Chronology in Horology: Being First Makes the Difference

Thursday, October 17, 2024

Its about time; and its about chronology -- horologys most important and controversely discussed topics:

  • Who invented the 1st Automatic Chronograph?
  • Who invented the 1st "Submariner" / Water-Resistant Watch?
  • Who invented the 1st Electric-Watch?
  • Who invented the 1st Quartz-Watch?
  • What is the difference between Beta21 & Beta22?
  • What is the difference between a stone-dial from the 60s vs one made in the 80s?
  • What is the difference between a tourbillon in a 19th century pocketwatch vs a machine-made modern?
  • What is the difference between a (faceted) sapphire-crystal made in the 60s vs a modern one?

We will not answer these questions about the order here. But why is this chronology so important for collectors and enthusiasts? Indeed, it is the difference between innovator / inventor of a horological milestone vs an irrelevant follower / copy-cat. Of course only the first is relevant and even more, these first presentations are usually the rarer one because their examples were much more expensive: stone-dials by Piaget were and expensive and exclusive thing in the 60s and first half of the 70s but rather cheap and quite common in the 80s when even medium-tier brands put stone-dials on their mass-products or like today when absolutely every new watch is coming with a delicate stone-dial -- it is literally cheaper to make a stone-dial than a sophisticated dial from metal.

The same holds true for the 1960 presented faceted sapphire-crystal by Omega used in their exclusive Damier-series -- a big and expensive thing back then but not that exclusive anymore in the 80s when Genta made extensive use of this feature to easily make some rather lame designs more characteristic / interesting.

The irrelevance of the 2nd / the follower is widely known and so many try to change that chronology -- with some tricks or seriously bad intentions. Lets see what we can add to this topic in later blog-posts.

  • Photo Sources: @misterenthusiast, Mido, Seiko and own website;

Ad 2024-11-01: Overall it is a question WHEN a watch was made. A solar-powered electric-winding of a manual pocketwatch-movement appears avant-garde in the 1950s and even in the 1960s. But it becomes a lame and somehow quirky anachronism in the 1970s, immediately. And this is true for the Patek Beta21: The ref3587 was a statement piece and on the edge of technology when it appeared in April 1970 and until the last of the 400pcs were sold in 1972. But the then presented successor ref3597 was nothing but a quirky anachronism in its last sale-days in the late 1970s. It's about time.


### Task prompt
Within this material, find every line where the string "Saudi" appears, and copy it out.

### Records supplied
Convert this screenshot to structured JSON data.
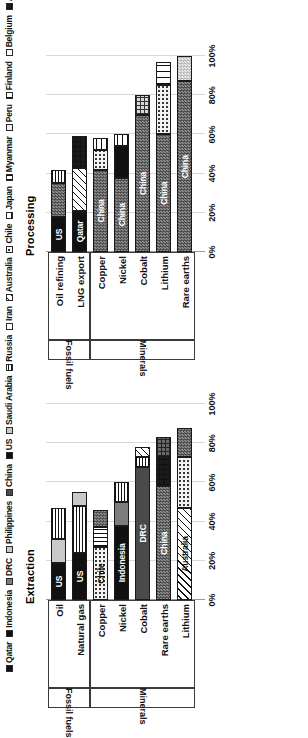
{
  "figure": {
    "panels": [
      {
        "key": "extraction",
        "title": "Extraction"
      },
      {
        "key": "processing",
        "title": "Processing"
      }
    ],
    "axis_ticks": [
      "0%",
      "20%",
      "40%",
      "60%",
      "80%",
      "100%"
    ],
    "group_labels": {
      "fossil": "Fossil fuels",
      "minerals": "Minerals"
    }
  },
  "legend": {
    "items": [
      {
        "label": "Qatar",
        "pattern": "p-black"
      },
      {
        "label": "Indonesia",
        "pattern": "p-black"
      },
      {
        "label": "DRC",
        "pattern": "p-midgray"
      },
      {
        "label": "Philippines",
        "pattern": "p-ltgray"
      },
      {
        "label": "China",
        "pattern": "p-dkgray"
      },
      {
        "label": "US",
        "pattern": "p-black"
      },
      {
        "label": "Saudi Arabia",
        "pattern": "p-ltgray"
      },
      {
        "label": "Russia",
        "pattern": "p-hlines-fine"
      },
      {
        "label": "Iran",
        "pattern": "p-white"
      },
      {
        "label": "Australia",
        "pattern": "p-diag-l"
      },
      {
        "label": "Chile",
        "pattern": "p-dots-lt"
      },
      {
        "label": "Japan",
        "pattern": "p-hlines-wide"
      },
      {
        "label": "Myanmar",
        "pattern": "p-vlines"
      },
      {
        "label": "Peru",
        "pattern": "p-vltgray"
      },
      {
        "label": "Finland",
        "pattern": "p-vlines-wide"
      },
      {
        "label": "Belgium",
        "pattern": "p-white"
      },
      {
        "label": "Argentina",
        "pattern": "p-grid-black"
      },
      {
        "label": "Malaysia",
        "pattern": "p-grid-lt"
      },
      {
        "label": "Estonia",
        "pattern": "p-checker-lt"
      }
    ]
  },
  "chart_data": [
    {
      "type": "bar",
      "title": "Extraction",
      "orientation": "vertical-stacked",
      "xlabel": "",
      "ylabel": "",
      "ylim": [
        0,
        100
      ],
      "ticks": [
        0,
        20,
        40,
        60,
        80,
        100
      ],
      "grid": true,
      "legend_position": "top",
      "groups": [
        {
          "name": "Fossil fuels",
          "categories": [
            "Oil",
            "Natural gas"
          ]
        },
        {
          "name": "Minerals",
          "categories": [
            "Copper",
            "Nickel",
            "Cobalt",
            "Rare earths",
            "Lithium"
          ]
        }
      ],
      "categories": [
        "Oil",
        "Natural gas",
        "Copper",
        "Nickel",
        "Cobalt",
        "Rare earths",
        "Lithium"
      ],
      "bars": [
        {
          "category": "Oil",
          "total": 47,
          "segments": [
            {
              "country": "US",
              "value": 19,
              "pattern": "p-black",
              "label": "US",
              "label_tone": "on-dark"
            },
            {
              "country": "Saudi Arabia",
              "value": 12,
              "pattern": "p-ltgray",
              "label": "",
              "label_tone": "on-light"
            },
            {
              "country": "Russia",
              "value": 16,
              "pattern": "p-hlines-fine",
              "label": "",
              "label_tone": "on-light"
            }
          ]
        },
        {
          "category": "Natural gas",
          "total": 55,
          "segments": [
            {
              "country": "US",
              "value": 24,
              "pattern": "p-black",
              "label": "US",
              "label_tone": "on-dark"
            },
            {
              "country": "Russia",
              "value": 24,
              "pattern": "p-hlines-fine",
              "label": "",
              "label_tone": "on-light"
            },
            {
              "country": "Iran",
              "value": 7,
              "pattern": "p-ltgray",
              "label": "",
              "label_tone": "on-light"
            }
          ]
        },
        {
          "category": "Copper",
          "total": 46,
          "segments": [
            {
              "country": "Chile",
              "value": 27,
              "pattern": "p-dots-lt",
              "label": "Chile",
              "label_tone": "on-light"
            },
            {
              "country": "Peru",
              "value": 10,
              "pattern": "p-vlines",
              "label": "",
              "label_tone": "on-light"
            },
            {
              "country": "China",
              "value": 9,
              "pattern": "p-checker-dk",
              "label": "",
              "label_tone": "on-light"
            }
          ]
        },
        {
          "category": "Nickel",
          "total": 60,
          "segments": [
            {
              "country": "Indonesia",
              "value": 38,
              "pattern": "p-black",
              "label": "Indonesia",
              "label_tone": "on-dark"
            },
            {
              "country": "Philippines",
              "value": 12,
              "pattern": "p-midgray",
              "label": "",
              "label_tone": "on-light"
            },
            {
              "country": "Russia",
              "value": 10,
              "pattern": "p-hlines-fine",
              "label": "",
              "label_tone": "on-light"
            }
          ]
        },
        {
          "category": "Cobalt",
          "total": 78,
          "segments": [
            {
              "country": "DRC",
              "value": 68,
              "pattern": "p-dkgray",
              "label": "DRC",
              "label_tone": "on-dark"
            },
            {
              "country": "Russia",
              "value": 5,
              "pattern": "p-hlines-fine",
              "label": "",
              "label_tone": "on-light"
            },
            {
              "country": "Australia",
              "value": 5,
              "pattern": "p-diag-l",
              "label": "",
              "label_tone": "on-light"
            }
          ]
        },
        {
          "category": "Rare earths",
          "total": 83,
          "segments": [
            {
              "country": "China",
              "value": 58,
              "pattern": "p-checker-dk",
              "label": "China",
              "label_tone": "on-dark"
            },
            {
              "country": "US",
              "value": 15,
              "pattern": "p-grid-black",
              "label": "",
              "label_tone": "on-dark"
            },
            {
              "country": "Australia",
              "value": 10,
              "pattern": "p-grid-dk",
              "label": "",
              "label_tone": "on-light"
            }
          ]
        },
        {
          "category": "Lithium",
          "total": 88,
          "segments": [
            {
              "country": "Australia",
              "value": 47,
              "pattern": "p-diag-l",
              "label": "Australia",
              "label_tone": "on-light"
            },
            {
              "country": "Chile",
              "value": 26,
              "pattern": "p-dots-lt",
              "label": "",
              "label_tone": "on-light"
            },
            {
              "country": "China",
              "value": 15,
              "pattern": "p-checker-dk",
              "label": "",
              "label_tone": "on-light"
            }
          ]
        }
      ]
    },
    {
      "type": "bar",
      "title": "Processing",
      "orientation": "vertical-stacked",
      "xlabel": "",
      "ylabel": "",
      "ylim": [
        0,
        100
      ],
      "ticks": [
        0,
        20,
        40,
        60,
        80,
        100
      ],
      "grid": true,
      "legend_position": "top",
      "groups": [
        {
          "name": "Fossil fuels",
          "categories": [
            "Oil refining",
            "LNG export"
          ]
        },
        {
          "name": "Minerals",
          "categories": [
            "Copper",
            "Nickel",
            "Cobalt",
            "Lithium",
            "Rare earths"
          ]
        }
      ],
      "categories": [
        "Oil refining",
        "LNG export",
        "Copper",
        "Nickel",
        "Cobalt",
        "Lithium",
        "Rare earths"
      ],
      "bars": [
        {
          "category": "Oil refining",
          "total": 42,
          "segments": [
            {
              "country": "US",
              "value": 18,
              "pattern": "p-black",
              "label": "US",
              "label_tone": "on-dark"
            },
            {
              "country": "China",
              "value": 17,
              "pattern": "p-checker-dk",
              "label": "",
              "label_tone": "on-light"
            },
            {
              "country": "Russia",
              "value": 7,
              "pattern": "p-hlines-fine",
              "label": "",
              "label_tone": "on-light"
            }
          ]
        },
        {
          "category": "LNG export",
          "total": 59,
          "segments": [
            {
              "country": "Qatar",
              "value": 21,
              "pattern": "p-black",
              "label": "Qatar",
              "label_tone": "on-dark"
            },
            {
              "country": "Australia",
              "value": 22,
              "pattern": "p-diag-l",
              "label": "",
              "label_tone": "on-light"
            },
            {
              "country": "US",
              "value": 16,
              "pattern": "p-grid-black",
              "label": "",
              "label_tone": "on-dark"
            }
          ]
        },
        {
          "category": "Copper",
          "total": 58,
          "segments": [
            {
              "country": "China",
              "value": 42,
              "pattern": "p-checker-dk",
              "label": "China",
              "label_tone": "on-dark"
            },
            {
              "country": "Chile",
              "value": 10,
              "pattern": "p-dots-lt",
              "label": "",
              "label_tone": "on-light"
            },
            {
              "country": "Japan",
              "value": 6,
              "pattern": "p-hlines-wide",
              "label": "",
              "label_tone": "on-light"
            }
          ]
        },
        {
          "category": "Nickel",
          "total": 60,
          "segments": [
            {
              "country": "China",
              "value": 38,
              "pattern": "p-checker-dk",
              "label": "China",
              "label_tone": "on-dark"
            },
            {
              "country": "Indonesia",
              "value": 16,
              "pattern": "p-black",
              "label": "",
              "label_tone": "on-dark"
            },
            {
              "country": "Japan",
              "value": 6,
              "pattern": "p-hlines-wide",
              "label": "",
              "label_tone": "on-light"
            }
          ]
        },
        {
          "category": "Cobalt",
          "total": 80,
          "segments": [
            {
              "country": "China",
              "value": 70,
              "pattern": "p-checker-dk",
              "label": "China",
              "label_tone": "on-dark"
            },
            {
              "country": "Finland",
              "value": 10,
              "pattern": "p-grid-lt",
              "label": "",
              "label_tone": "on-light"
            }
          ]
        },
        {
          "category": "Lithium",
          "total": 97,
          "segments": [
            {
              "country": "China",
              "value": 60,
              "pattern": "p-checker-dk",
              "label": "China",
              "label_tone": "on-dark"
            },
            {
              "country": "Chile",
              "value": 25,
              "pattern": "p-dots-lt",
              "label": "",
              "label_tone": "on-light"
            },
            {
              "country": "Argentina",
              "value": 12,
              "pattern": "p-vlines-wide",
              "label": "",
              "label_tone": "on-light"
            }
          ]
        },
        {
          "category": "Rare earths",
          "total": 100,
          "segments": [
            {
              "country": "China",
              "value": 87,
              "pattern": "p-checker-dk",
              "label": "China",
              "label_tone": "on-dark"
            },
            {
              "country": "Malaysia",
              "value": 13,
              "pattern": "p-checker-lt",
              "label": "",
              "label_tone": "on-light"
            }
          ]
        }
      ]
    }
  ]
}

### Problem solution
        "label": "Saudi Arabia",
              "country": "Saudi Arabia",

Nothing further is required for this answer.